India and Pakistan agreed in "positive and businesslike" talks today to boost trade and trust to bolster peace efforts between the wary nuclear-armed neighbours.
Pakistani President Pervez Musharraf and Indian Prime Minister Manmohan Singh started the day by watching the first hour of a cricket match between their national teams.
As India slipped to defeat, angry fans threw water bottles at the Pakistani players and briefly halted the match. Musharraf and Singh generated a friendlier atmosphere at two hours of talks in the Indian capital.
"I want to say that I am happy that the talks were held in a positive atmosphere and with an optimistic note," Musharraf told reporters. "In my view there has been progress on all issues."
Singh's spokesman Sanjaya Baru described the talks as "very positive" and "very businesslike and wide-ranging".
Indian Foreign Secretary Shyam Saran said the two leaders wanted to build a "common prosperity" through closer economic ties, and had agreed to revive a joint business council.
He said on both sides "there was a willingness to look at all aspects to take our relationship forward".
Both leaders restated their claims to the disputed Himalayan region of Kashmir, the cause of two of their three wars since they gained independence from Britain in 1947.
Saran said Singh had reaffirmed that India would not agree to redrawing boundaries and had resisted the idea of setting a deadline to resolve the "complex" dispute.
But there was more agreement on the idea of bringing the people of divided Kashmir closer so that, in Saran's words, "the more complex problem could be addressed sometime in the future".
There was a willingness to make life easier for the people residing on both sides in Kashmir, he said.
The most tangible sign of that came this month with the launch of the first bus service between Indian and Pakistani Kashmir in almost 60 years.
Saran said the two sides had also reaffirmed an agreement to open a second rail link this year, and try to speed up efforts to resolve a military stand-off on the Siachen Glacier deep in the Himalayas in Kashmir.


- Exercise aim -
For each line in the records that contains "this", make a copy.

(Dataset rows about figures)
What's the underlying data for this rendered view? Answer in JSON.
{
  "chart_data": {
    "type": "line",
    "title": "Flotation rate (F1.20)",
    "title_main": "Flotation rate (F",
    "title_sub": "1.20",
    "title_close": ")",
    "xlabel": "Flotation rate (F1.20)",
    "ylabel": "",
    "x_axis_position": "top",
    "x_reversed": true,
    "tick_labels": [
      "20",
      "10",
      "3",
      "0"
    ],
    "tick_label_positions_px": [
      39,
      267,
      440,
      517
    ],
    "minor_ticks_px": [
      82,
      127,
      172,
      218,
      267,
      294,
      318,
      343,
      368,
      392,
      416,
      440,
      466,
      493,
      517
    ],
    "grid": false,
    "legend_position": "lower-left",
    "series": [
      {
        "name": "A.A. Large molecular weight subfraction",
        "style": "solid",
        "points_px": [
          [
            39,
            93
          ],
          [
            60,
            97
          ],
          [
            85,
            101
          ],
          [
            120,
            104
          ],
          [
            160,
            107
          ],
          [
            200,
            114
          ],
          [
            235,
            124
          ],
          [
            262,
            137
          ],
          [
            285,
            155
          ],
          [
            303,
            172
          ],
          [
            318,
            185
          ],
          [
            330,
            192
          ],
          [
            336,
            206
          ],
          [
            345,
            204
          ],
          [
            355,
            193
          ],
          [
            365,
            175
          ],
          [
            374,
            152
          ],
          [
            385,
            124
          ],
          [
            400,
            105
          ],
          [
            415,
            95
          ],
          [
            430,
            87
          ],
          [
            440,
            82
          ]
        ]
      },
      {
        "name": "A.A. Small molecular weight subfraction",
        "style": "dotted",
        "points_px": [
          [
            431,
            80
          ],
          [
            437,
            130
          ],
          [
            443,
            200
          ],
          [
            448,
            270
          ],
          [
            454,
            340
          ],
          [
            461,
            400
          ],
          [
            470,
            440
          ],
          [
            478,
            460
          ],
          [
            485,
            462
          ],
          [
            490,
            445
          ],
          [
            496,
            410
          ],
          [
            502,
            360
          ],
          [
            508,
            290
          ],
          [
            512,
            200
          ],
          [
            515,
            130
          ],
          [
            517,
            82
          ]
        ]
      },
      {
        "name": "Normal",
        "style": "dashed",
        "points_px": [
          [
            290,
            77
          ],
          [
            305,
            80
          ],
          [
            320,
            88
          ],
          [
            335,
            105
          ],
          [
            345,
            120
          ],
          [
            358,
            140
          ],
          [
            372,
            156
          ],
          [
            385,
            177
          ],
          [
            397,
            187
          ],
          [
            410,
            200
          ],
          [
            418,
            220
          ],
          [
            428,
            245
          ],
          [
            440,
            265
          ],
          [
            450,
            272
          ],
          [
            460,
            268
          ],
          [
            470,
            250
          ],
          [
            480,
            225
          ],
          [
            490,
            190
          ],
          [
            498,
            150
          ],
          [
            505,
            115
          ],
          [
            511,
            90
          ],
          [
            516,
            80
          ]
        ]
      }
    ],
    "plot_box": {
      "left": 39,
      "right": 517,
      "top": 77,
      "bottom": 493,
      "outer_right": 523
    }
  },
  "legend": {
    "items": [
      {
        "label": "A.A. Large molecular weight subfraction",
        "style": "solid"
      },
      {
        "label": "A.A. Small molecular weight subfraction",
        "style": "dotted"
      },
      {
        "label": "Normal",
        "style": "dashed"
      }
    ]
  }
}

* * *

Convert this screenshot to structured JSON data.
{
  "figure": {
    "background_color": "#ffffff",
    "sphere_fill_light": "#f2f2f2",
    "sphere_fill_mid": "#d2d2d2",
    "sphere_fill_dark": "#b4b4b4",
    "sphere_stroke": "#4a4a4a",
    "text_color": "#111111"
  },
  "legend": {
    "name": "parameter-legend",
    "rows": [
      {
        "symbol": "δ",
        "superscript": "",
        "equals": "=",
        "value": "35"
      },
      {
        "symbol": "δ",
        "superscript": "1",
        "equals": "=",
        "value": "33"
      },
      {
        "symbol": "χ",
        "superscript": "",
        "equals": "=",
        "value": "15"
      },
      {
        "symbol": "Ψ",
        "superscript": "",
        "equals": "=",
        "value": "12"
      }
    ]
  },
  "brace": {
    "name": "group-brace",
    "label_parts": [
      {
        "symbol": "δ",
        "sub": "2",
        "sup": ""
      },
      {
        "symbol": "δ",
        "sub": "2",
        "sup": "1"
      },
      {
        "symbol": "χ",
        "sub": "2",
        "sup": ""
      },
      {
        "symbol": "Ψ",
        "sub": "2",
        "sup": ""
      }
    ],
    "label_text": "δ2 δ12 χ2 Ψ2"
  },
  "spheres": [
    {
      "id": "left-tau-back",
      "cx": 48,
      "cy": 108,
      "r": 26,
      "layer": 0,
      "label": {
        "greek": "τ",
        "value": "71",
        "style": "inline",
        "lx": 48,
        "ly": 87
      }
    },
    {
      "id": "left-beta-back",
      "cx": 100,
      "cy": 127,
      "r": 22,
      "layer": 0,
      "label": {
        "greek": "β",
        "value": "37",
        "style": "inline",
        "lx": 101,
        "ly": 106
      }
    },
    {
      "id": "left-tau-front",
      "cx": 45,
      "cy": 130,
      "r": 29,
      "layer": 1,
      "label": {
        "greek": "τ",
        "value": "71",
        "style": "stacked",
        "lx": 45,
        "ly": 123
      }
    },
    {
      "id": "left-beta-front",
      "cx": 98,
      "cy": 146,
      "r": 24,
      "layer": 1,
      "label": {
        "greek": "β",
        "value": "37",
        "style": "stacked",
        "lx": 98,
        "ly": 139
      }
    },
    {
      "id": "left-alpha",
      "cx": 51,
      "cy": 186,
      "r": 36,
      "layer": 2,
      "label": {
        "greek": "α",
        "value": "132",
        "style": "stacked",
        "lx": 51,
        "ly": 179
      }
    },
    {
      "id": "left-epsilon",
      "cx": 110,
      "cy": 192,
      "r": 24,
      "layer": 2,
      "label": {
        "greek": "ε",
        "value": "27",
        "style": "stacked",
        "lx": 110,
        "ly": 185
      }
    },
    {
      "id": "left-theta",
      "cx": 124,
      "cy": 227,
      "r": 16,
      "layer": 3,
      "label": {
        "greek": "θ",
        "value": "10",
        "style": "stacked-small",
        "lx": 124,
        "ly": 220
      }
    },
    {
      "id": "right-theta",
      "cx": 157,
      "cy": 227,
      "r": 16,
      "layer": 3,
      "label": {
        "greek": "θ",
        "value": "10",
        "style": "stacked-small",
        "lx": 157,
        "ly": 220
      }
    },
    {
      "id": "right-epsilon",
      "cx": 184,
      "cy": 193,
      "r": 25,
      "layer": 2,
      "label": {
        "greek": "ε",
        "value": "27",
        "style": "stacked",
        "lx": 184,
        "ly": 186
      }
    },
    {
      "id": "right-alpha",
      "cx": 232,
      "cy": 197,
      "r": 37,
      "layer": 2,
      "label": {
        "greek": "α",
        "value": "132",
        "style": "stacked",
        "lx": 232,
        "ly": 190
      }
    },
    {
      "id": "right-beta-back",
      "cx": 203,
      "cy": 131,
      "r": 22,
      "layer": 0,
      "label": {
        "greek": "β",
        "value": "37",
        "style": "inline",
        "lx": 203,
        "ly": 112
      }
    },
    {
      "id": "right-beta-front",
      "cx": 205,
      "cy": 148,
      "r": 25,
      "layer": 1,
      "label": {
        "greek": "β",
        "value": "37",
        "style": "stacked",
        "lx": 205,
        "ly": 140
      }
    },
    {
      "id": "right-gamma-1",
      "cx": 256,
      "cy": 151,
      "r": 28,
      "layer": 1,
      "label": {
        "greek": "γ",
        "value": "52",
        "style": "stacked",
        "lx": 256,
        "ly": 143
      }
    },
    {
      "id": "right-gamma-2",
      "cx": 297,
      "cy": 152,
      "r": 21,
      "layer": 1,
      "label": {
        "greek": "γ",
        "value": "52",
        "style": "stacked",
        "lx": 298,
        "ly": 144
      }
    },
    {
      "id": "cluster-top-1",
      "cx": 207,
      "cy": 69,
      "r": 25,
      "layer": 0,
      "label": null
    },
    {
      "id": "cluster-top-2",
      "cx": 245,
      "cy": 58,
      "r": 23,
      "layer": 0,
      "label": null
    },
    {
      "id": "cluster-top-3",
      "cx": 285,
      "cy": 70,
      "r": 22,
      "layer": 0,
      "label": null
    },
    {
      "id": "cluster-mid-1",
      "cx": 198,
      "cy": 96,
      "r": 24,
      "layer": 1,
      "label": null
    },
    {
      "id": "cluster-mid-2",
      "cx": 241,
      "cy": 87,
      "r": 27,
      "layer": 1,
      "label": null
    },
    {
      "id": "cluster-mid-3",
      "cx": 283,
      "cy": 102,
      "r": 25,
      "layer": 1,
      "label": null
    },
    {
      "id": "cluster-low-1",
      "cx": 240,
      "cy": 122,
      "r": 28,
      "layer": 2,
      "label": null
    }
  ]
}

- Exercise solution -
What's the underlying data for this rendered view? Answer in JSON.
Convert this screenshot to structured JSON data.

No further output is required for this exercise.